Listen to an artist statement:
This collaborative artwork by father-daughter duo David and Taryn Walker explores transformation, intergenerational care, and the life-sustaining power of water. Drawing from personal lineage and shared values, the piece brings together Salmon and Dragonfly—two beings symbolically rich in movement, adaptability, and spiritual significance.
Dragonfly begins their life as a nymph in the water. Then one day, they crawl up on a reed or stem and undergo a process of metamorphosis. They shed their exoskeleton in the water and begin a new stage of life in the air. Dragonfly is one of the few beings who travels between worlds, water, and air; an interdimensional traveler. In Theory of Water: Nishnaabeg Maps to the Times Ahead, Leanne Betasamosake Simpson reminds us of water’s ability to connect us to different worlds:
“I think of our ancestors, who spoke to their ancestors through the sound of rushing water. It’s one of the many reasons that hydro dams, interpretive centres, and lift locks are so irritating to us: they close off channels of communication. The sound of rushing water is kind of a portal to another world. Places where waves of energy altered human hearing were often where spiritual beings lived or significant events happened.”

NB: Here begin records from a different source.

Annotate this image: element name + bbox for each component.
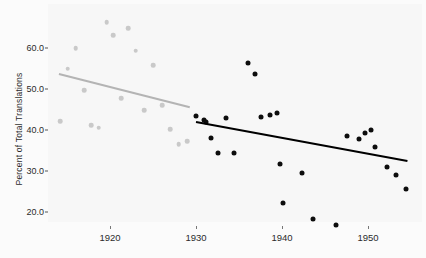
y-tick-mark <box>45 212 48 213</box>
x-tick-mark <box>110 226 111 229</box>
data-point-late <box>194 114 199 119</box>
data-point-late <box>216 150 221 155</box>
data-point-late <box>372 144 377 149</box>
x-tick-mark <box>196 226 197 229</box>
scatter-chart: Percent of Total Translations 20.030.040… <box>0 0 426 258</box>
data-point-late <box>310 216 315 221</box>
data-point-late <box>280 201 285 206</box>
x-tick-mark <box>282 226 283 229</box>
data-point-early <box>111 33 116 38</box>
data-point-early <box>58 119 63 124</box>
data-point-late <box>369 128 374 133</box>
data-point-late <box>334 223 339 228</box>
data-point-late <box>267 113 272 118</box>
x-tick-label: 1930 <box>185 232 206 243</box>
data-point-late <box>224 115 229 120</box>
y-tick-label: 40.0 <box>26 125 44 135</box>
data-point-early <box>73 46 78 51</box>
y-tick-mark <box>45 130 48 131</box>
plot-area-background <box>48 4 422 222</box>
data-point-early <box>160 103 165 108</box>
data-point-early <box>66 66 71 71</box>
y-tick-mark <box>45 89 48 90</box>
data-point-late <box>231 151 236 156</box>
y-axis-ticks: 20.030.040.050.060.0 <box>0 0 44 258</box>
y-tick-mark <box>45 171 48 172</box>
y-tick-label: 60.0 <box>26 43 44 53</box>
data-point-early <box>168 127 173 132</box>
data-point-late <box>403 187 408 192</box>
x-tick-mark <box>368 226 369 229</box>
data-point-late <box>357 137 362 142</box>
data-point-early <box>185 139 190 144</box>
x-tick-label: 1940 <box>271 232 292 243</box>
data-point-early <box>126 26 131 31</box>
data-point-early <box>89 123 94 128</box>
data-point-early <box>151 63 156 68</box>
y-tick-label: 20.0 <box>26 207 44 217</box>
y-tick-label: 50.0 <box>26 84 44 94</box>
data-point-late <box>362 131 367 136</box>
x-tick-label: 1950 <box>357 232 378 243</box>
data-point-late <box>384 164 389 169</box>
data-point-late <box>299 170 304 175</box>
data-point-late <box>394 173 399 178</box>
data-point-early <box>119 96 124 101</box>
data-point-late <box>278 162 283 167</box>
data-point-early <box>97 125 102 130</box>
y-tick-label: 30.0 <box>26 166 44 176</box>
data-point-late <box>245 60 250 65</box>
data-point-late <box>209 136 214 141</box>
data-point-early <box>134 49 139 54</box>
data-point-early <box>142 108 147 113</box>
data-point-early <box>104 20 109 25</box>
x-tick-label: 1920 <box>99 232 120 243</box>
data-point-late <box>258 114 263 119</box>
data-point-early <box>177 142 182 147</box>
data-point-early <box>82 88 87 93</box>
data-point-late <box>253 71 258 76</box>
y-tick-mark <box>45 48 48 49</box>
data-point-late <box>274 111 279 116</box>
data-point-late <box>345 133 350 138</box>
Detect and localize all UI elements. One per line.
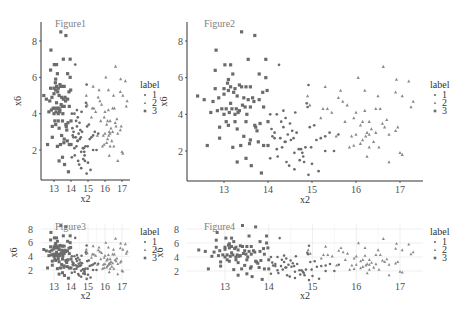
square-marker [66, 72, 69, 75]
circle-marker [298, 269, 301, 272]
square-marker [62, 141, 65, 144]
x-tick-label: 14 [66, 183, 76, 194]
square-marker [69, 143, 72, 146]
triangle-marker [343, 120, 346, 123]
square-marker [216, 109, 219, 112]
square-marker [69, 234, 72, 237]
circle-marker [273, 131, 276, 134]
triangle-marker [308, 103, 311, 106]
circle-marker [270, 128, 273, 131]
square-marker [214, 87, 217, 90]
x-tick-label: 13 [219, 184, 229, 195]
circle-marker [291, 129, 294, 132]
triangle-marker [352, 144, 355, 147]
circle-marker [270, 256, 273, 259]
square-marker [56, 90, 59, 93]
square-marker [265, 242, 268, 245]
square-marker [61, 112, 64, 115]
circle-marker [80, 254, 83, 257]
square-marker [228, 260, 231, 263]
square-marker [239, 254, 242, 257]
circle-marker [72, 262, 75, 265]
square-marker [70, 258, 73, 261]
circle-marker [434, 241, 436, 243]
square-marker [219, 260, 222, 263]
triangle-marker [374, 131, 377, 134]
triangle-marker [326, 253, 329, 256]
square-marker [62, 234, 65, 237]
circle-marker [85, 278, 88, 281]
circle-marker [89, 169, 92, 172]
square-marker [251, 96, 254, 99]
circle-marker [289, 259, 292, 262]
circle-marker [313, 124, 316, 127]
square-marker [233, 113, 236, 116]
square-marker [226, 82, 229, 85]
x-tick-label: 17 [117, 281, 127, 292]
triangle-marker [103, 143, 106, 146]
square-marker [245, 245, 248, 248]
square-marker [249, 105, 252, 108]
figure3-panel: 13141516172468x2x6Figure3label123 [8, 221, 160, 301]
y-tick-label: 2 [178, 146, 183, 157]
square-marker [259, 259, 262, 262]
triangle-marker [124, 79, 127, 82]
circle-marker [303, 274, 306, 277]
square-marker [222, 93, 225, 96]
square-marker [45, 98, 48, 101]
square-marker [254, 260, 257, 263]
square-marker [227, 78, 230, 81]
triangle-marker [106, 119, 109, 122]
circle-marker [95, 149, 98, 152]
triangle-marker [107, 108, 110, 111]
circle-marker [296, 263, 299, 266]
triangle-marker [407, 80, 410, 83]
square-marker [49, 68, 52, 71]
square-marker [217, 254, 220, 257]
square-marker [56, 267, 59, 270]
square-marker [219, 265, 222, 268]
circle-marker [295, 131, 298, 134]
square-marker [247, 58, 250, 61]
triangle-marker [104, 76, 107, 79]
circle-marker [76, 109, 79, 112]
circle-marker [275, 148, 278, 151]
triangle-marker [97, 88, 100, 91]
circle-marker [286, 133, 289, 136]
circle-marker [333, 270, 336, 273]
triangle-marker [366, 262, 369, 265]
triangle-marker [331, 255, 334, 258]
circle-marker [74, 63, 77, 66]
circle-marker [74, 237, 77, 240]
square-marker [264, 58, 267, 61]
square-marker [251, 275, 254, 278]
circle-marker [85, 244, 88, 247]
circle-marker [301, 151, 304, 154]
square-marker [63, 105, 66, 108]
circle-marker [92, 269, 95, 272]
circle-marker [324, 135, 327, 138]
square-marker [253, 251, 256, 254]
legend-item-label: 3 [442, 105, 447, 116]
square-marker [230, 237, 233, 240]
square-marker [209, 111, 212, 114]
square-marker [230, 245, 233, 248]
circle-marker [309, 261, 312, 264]
square-marker [220, 107, 223, 110]
triangle-marker [363, 89, 366, 92]
triangle-marker [111, 130, 114, 133]
square-marker [218, 137, 221, 140]
square-marker [49, 238, 52, 241]
y-tick-label: 6 [32, 72, 37, 83]
square-marker [229, 85, 232, 88]
square-marker [61, 271, 64, 274]
square-marker [231, 146, 234, 149]
y-axis-title: x6 [8, 248, 19, 258]
square-marker [245, 253, 248, 256]
square-marker [215, 246, 218, 249]
triangle-marker [319, 116, 322, 119]
circle-marker [283, 261, 286, 264]
circle-marker [70, 112, 73, 115]
x-tick-label: 13 [220, 281, 230, 292]
triangle-marker [352, 116, 355, 119]
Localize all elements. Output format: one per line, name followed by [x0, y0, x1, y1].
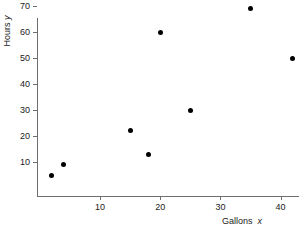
x-tick-mark [220, 196, 221, 200]
y-tick-mark [33, 6, 37, 7]
y-tick-label: 10 [6, 157, 30, 167]
x-axis-title-variable: x [258, 216, 263, 226]
y-axis-title-variable: y [2, 15, 12, 20]
data-point [290, 56, 295, 61]
y-axis-line [37, 18, 38, 197]
data-point [61, 162, 66, 167]
x-tick-label: 30 [208, 202, 232, 212]
x-tick-label: 40 [269, 202, 293, 212]
data-point [188, 108, 193, 113]
x-axis-title-text: Gallons [222, 216, 253, 226]
y-tick-label: 30 [6, 105, 30, 115]
x-tick-mark [160, 196, 161, 200]
y-tick-label: 60 [6, 27, 30, 37]
data-point [49, 173, 54, 178]
data-point [146, 152, 151, 157]
y-tick-label: 40 [6, 79, 30, 89]
y-tick-label: 50 [6, 53, 30, 63]
y-tick-mark [33, 162, 37, 163]
data-point [158, 30, 163, 35]
x-axis-line [37, 196, 299, 197]
x-tick-mark [281, 196, 282, 200]
x-tick-label: 20 [148, 202, 172, 212]
scatter-plot: Hours y Gallons x 1020304050607010203040 [0, 0, 307, 236]
x-axis-title: Gallons x [222, 216, 262, 226]
y-tick-label: 20 [6, 131, 30, 141]
y-tick-mark [33, 136, 37, 137]
y-tick-mark [33, 58, 37, 59]
y-tick-mark [33, 84, 37, 85]
data-point [248, 6, 253, 11]
y-tick-label: 70 [6, 1, 30, 11]
y-tick-mark [33, 110, 37, 111]
x-tick-label: 10 [88, 202, 112, 212]
y-tick-mark [33, 32, 37, 33]
data-point [128, 128, 133, 133]
x-tick-mark [100, 196, 101, 200]
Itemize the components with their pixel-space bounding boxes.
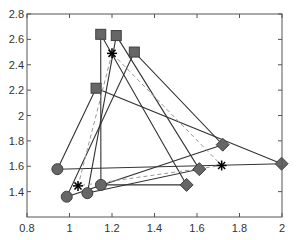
circle-marker — [95, 179, 106, 190]
y-tick-label: 2.8 — [9, 8, 24, 20]
triangle-1 — [101, 34, 187, 185]
circle-marker — [61, 191, 72, 202]
square-marker — [111, 31, 121, 41]
triangle-4 — [57, 88, 281, 169]
x-tick-label: 1.4 — [147, 222, 162, 234]
triangle-2 — [87, 36, 199, 194]
star-marker — [73, 181, 83, 191]
diamond-marker — [193, 163, 206, 176]
square-marker — [96, 29, 106, 39]
data-markers — [52, 29, 288, 202]
y-tick-label: 1.6 — [9, 160, 24, 172]
square-marker — [129, 47, 139, 57]
square-marker — [91, 83, 101, 93]
y-tick-label: 2.4 — [9, 59, 24, 71]
x-tick-label: 1.6 — [189, 222, 204, 234]
x-tick-label: 1.8 — [232, 222, 247, 234]
y-tick-label: 2 — [18, 110, 24, 122]
scatter-chart: 0.811.21.41.61.82 1.41.61.822.22.42.62.8 — [0, 0, 297, 240]
triangle-lines — [57, 34, 281, 196]
y-tick-label: 2.2 — [9, 84, 24, 96]
diamond-marker — [180, 178, 193, 191]
circle-marker — [82, 188, 93, 199]
y-axis-tick-labels: 1.41.61.822.22.42.62.8 — [9, 8, 24, 198]
star-marker — [217, 160, 227, 170]
circle-marker — [52, 164, 63, 175]
x-axis-tick-labels: 0.811.21.41.61.82 — [19, 222, 285, 234]
y-tick-label: 1.8 — [9, 135, 24, 147]
y-tick-label: 1.4 — [9, 186, 24, 198]
y-tick-label: 2.6 — [9, 33, 24, 45]
x-tick-label: 0.8 — [19, 222, 34, 234]
plot-frame — [27, 14, 282, 217]
axis-ticks — [27, 14, 282, 217]
x-tick-label: 2 — [279, 222, 285, 234]
x-tick-label: 1 — [66, 222, 72, 234]
star-marker — [107, 48, 117, 58]
x-tick-label: 1.2 — [104, 222, 119, 234]
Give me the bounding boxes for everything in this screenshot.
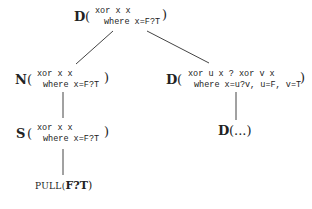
right-child-ellipsis: (...): [229, 123, 252, 138]
tree-edges: [0, 0, 312, 209]
root-expr-line2: where x=F?T: [104, 17, 160, 27]
right-open-paren: (: [177, 72, 182, 87]
left-child-label: S: [16, 126, 25, 141]
left-close-paren: ): [104, 70, 109, 85]
root-label: D: [74, 9, 85, 24]
root-open-paren: (: [85, 9, 90, 24]
root-expr-line1: xor x x: [95, 6, 131, 16]
right-child-label: D: [218, 123, 229, 138]
left-expr-line1: xor x x: [37, 69, 73, 79]
left-child-close-paren: ): [104, 124, 109, 139]
left-child-expr-line1: xor x x: [37, 123, 73, 133]
right-expr-line2: where x=u?v, u=F, v=T: [194, 80, 301, 90]
edge-root-left: [76, 31, 113, 64]
left-child-expr-line2: where x=F?T: [43, 134, 99, 144]
right-close-paren: ): [300, 70, 305, 85]
root-close-paren: ): [162, 7, 167, 22]
right-label: D: [166, 72, 177, 87]
left-open-paren: (: [27, 72, 32, 87]
left-child-open-paren: (: [27, 126, 32, 141]
pull-prefix: PULL(: [35, 181, 65, 191]
edge-root-right: [147, 31, 209, 63]
pull-value: F?T: [65, 179, 87, 192]
left-expr-line2: where x=F?T: [43, 80, 99, 90]
right-expr-line1: xor u x ? xor v x: [188, 69, 275, 79]
pull-leaf: PULL(F?T): [35, 179, 92, 192]
pull-suffix: ): [88, 179, 92, 192]
left-label: N: [15, 72, 27, 87]
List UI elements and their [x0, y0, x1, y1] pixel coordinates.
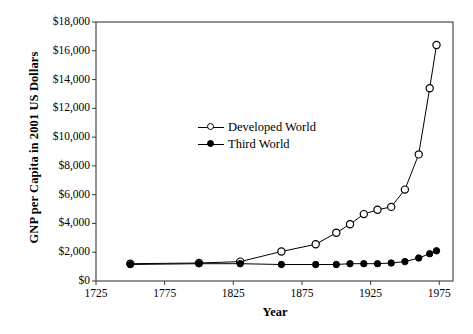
x-axis-tick-label: 1875 — [272, 287, 332, 299]
data-point-third-world — [127, 261, 133, 267]
legend-item-developed-world: Developed World — [198, 119, 316, 136]
data-point-developed-world — [401, 186, 408, 193]
data-point-third-world — [361, 261, 367, 267]
y-axis-tick-label: $0 — [34, 275, 90, 287]
x-axis-title: Year — [96, 305, 454, 320]
data-point-developed-world — [360, 211, 367, 218]
y-axis-tick-labels: $0$2,000$4,000$6,000$8,000$10,000$12,000… — [32, 0, 90, 334]
y-axis-tick-label: $2,000 — [34, 246, 90, 258]
data-point-third-world — [313, 261, 319, 267]
data-point-developed-world — [388, 203, 395, 210]
data-point-developed-world — [278, 248, 285, 255]
y-axis-tick-label: $4,000 — [34, 218, 90, 230]
chart-figure: GNP per Capita in 2001 US Dollars Year $… — [0, 0, 473, 334]
x-axis-tick-label: 1825 — [203, 287, 263, 299]
y-axis-tick-label: $12,000 — [34, 103, 90, 115]
y-axis-tick-label: $8,000 — [34, 160, 90, 172]
data-point-third-world — [347, 261, 353, 267]
legend-label-third-world: Third World — [228, 136, 290, 153]
legend-item-third-world: Third World — [198, 136, 316, 153]
data-point-developed-world — [312, 241, 319, 248]
data-point-developed-world — [415, 151, 422, 158]
legend-label-developed-world: Developed World — [228, 119, 316, 136]
data-point-third-world — [374, 261, 380, 267]
x-axis-tick-label: 1725 — [66, 287, 126, 299]
data-point-third-world — [278, 261, 284, 267]
data-point-developed-world — [374, 206, 381, 213]
open-circle-marker-icon — [198, 119, 224, 136]
data-point-third-world — [388, 260, 394, 266]
y-axis-tick-label: $16,000 — [34, 45, 90, 57]
y-axis-tick-label: $18,000 — [34, 16, 90, 28]
data-point-developed-world — [333, 229, 340, 236]
data-point-third-world — [427, 251, 433, 257]
data-point-third-world — [333, 261, 339, 267]
chart-legend: Developed World Third World — [198, 119, 316, 153]
y-axis-tick-label: $14,000 — [34, 74, 90, 86]
data-point-third-world — [416, 255, 422, 261]
data-point-third-world — [237, 261, 243, 267]
data-point-third-world — [433, 248, 439, 254]
filled-circle-marker-icon — [198, 136, 224, 153]
x-axis-tick-label: 1775 — [135, 287, 195, 299]
data-point-developed-world — [346, 221, 353, 228]
x-axis-tick-label: 1975 — [409, 287, 469, 299]
series-line-developed-world — [130, 45, 436, 264]
data-point-developed-world — [433, 41, 440, 48]
data-point-third-world — [402, 258, 408, 264]
data-point-third-world — [196, 261, 202, 267]
data-point-developed-world — [426, 85, 433, 92]
y-axis-tick-label: $10,000 — [34, 131, 90, 143]
y-axis-tick-label: $6,000 — [34, 189, 90, 201]
x-axis-tick-label: 1925 — [341, 287, 401, 299]
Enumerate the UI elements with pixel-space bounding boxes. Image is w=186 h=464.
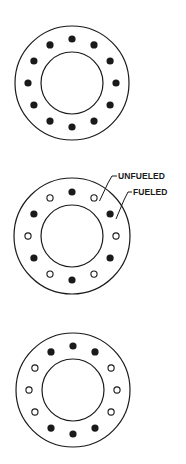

Water reminds us that there is no clear line between the natural world and the supernatural world. We remain in constant and fluid conversation with the past, present, and future. Here, the symbolism of moving between worlds also acts as an analogy of Indigenous culture making a metamorphosis back and forth between old world systems and contemporary systems.
There are three realms of the creatures. Those of the water. Those of the land. And those of the sky. In the animal world, Salmon is Chief of the water people, Bear is Chief of the forest people, and Eagle is Chief of the sky people. In this artwork, we see Salmon and Dragonfly moving in harmony with one another amidst a swirling environment of air, water, and ephemeral pictograph patterns (a representation of ancestors). Robin Wall Kimmerer writes, “Water is life, food is life, soil is life – and they become our lives through the paired miracles of photosynthesis and respiration. All that we need to live flows through the land. It is not an empty metaphor that we call her Mother Earth.” In this artwork, water represents a symbol of life, spirituality, care, and reciprocity. In turn, Salmon representing collective strength, the responsibility of working together to protect water’s life-sustaining force.
When we look at this artwork, we can see ourselves reflected back at us in the mirrored material of the Dragonflies. The artwork calls on us to consider our own role within these living systems—of water, of care, of reciprocity. A reminder that we all have the ability to enact transformations that will affect generations to come.
Taryn Walker is an award-winning queer, interdisciplinary mixed-Indigenous artist of Nlaka’pamux, Syilx, and European ancestry currently based in the unceded territories of the xwməθkwəy̓əm, Skwxwú7mesh, and Səl̓ílwətaɬ Nations. Their work explores themes of futurity, spiraling time, utopia, tenderness, playfulness, healing, and cycles of life and death through drawing, printmaking, installation, video, and sound.
In 2018, Walker graduated from the University of Victoria’s BFA program with a Major in Visual Arts and a Minor in Art History & Visual Studies. In December 2024, Walker completed their MFA at Simon Fraser University in Interdisciplinary Contemporary Arts.